Mixed Hydrocarbon Pipeline
The main pipeline artery is designed to handle the flow of
Mixed Hydrocarbons
that are generated from
the thermal reduction of waste materials.
This stream of
Hot Gases
contains an unclean mix of Hydrocarbon complexes, CO2 Carbon Dioxide, water H2O and
a variety of smaller quantities of other impurities and trace elements.
Once the mixed hot gases have been segregated into their respective constituents, the Hydrocarbon stream culminates into either
the hydrocarbon splitting process or processed into refined hydrocarbon derivatives as desired.

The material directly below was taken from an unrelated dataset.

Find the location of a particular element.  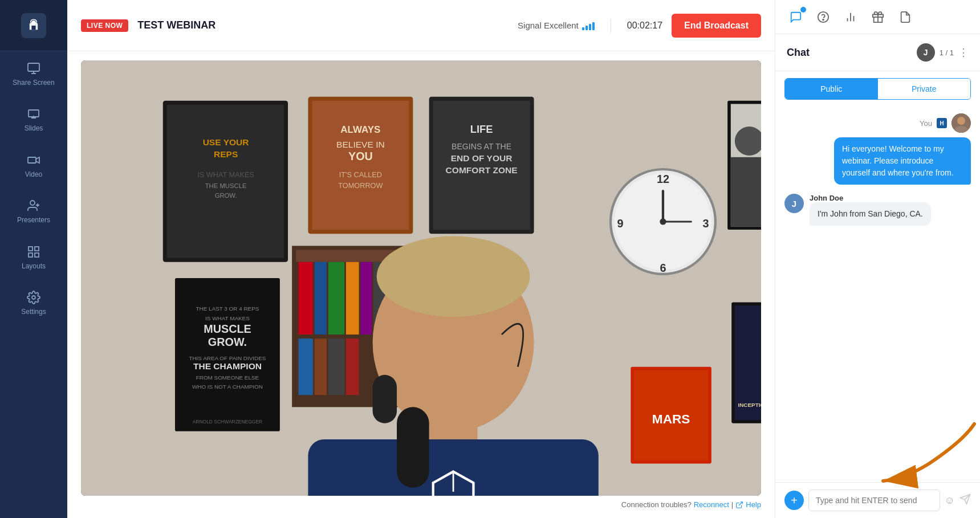

webinar-title: TEST WEBINAR is located at coordinates (177, 25).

Hydrocarbon splitting results in the generation of clean
Hydrogen
and the production of solid
carbon.
CO2/Carbon Pipeline
Carbon Dioxide segregated from the mixed hydrocarbon stream is consolidated with CO2 from the oxy-combustion stream
and the CO2 collected from
Direct Air Capture
system and is combined into the
CO2/carbon cycle pipeline.
The
CO2 splitting
pathway designates these waste gas streams to be recovered into clean oxygen and
solid carbon.
Water/Steam cycle Pipeline
Water and water vapor collected from the mixed hydrocarbon stream and water/steam recovered from the
waste water
and brine system are routed into the
Water Recovery Cycle
pipeline.
Compressed Air Pipeline
The management of air quality and harvesting of
artificial wind
utilize
Compressed Air
as a integral part of the Recovery 2.0 energy
strategy.
Pipeline Flow Overview
Within the Recovery 2.0 Thermal Reduction process the working fluids are contained and
directed though an internal pipeline network.
The internal pipelines feed the element splitting reactors in order to refine these inputs into the basic product outputs,
typically in the form of Hydrogen, Carbon and Oxygen.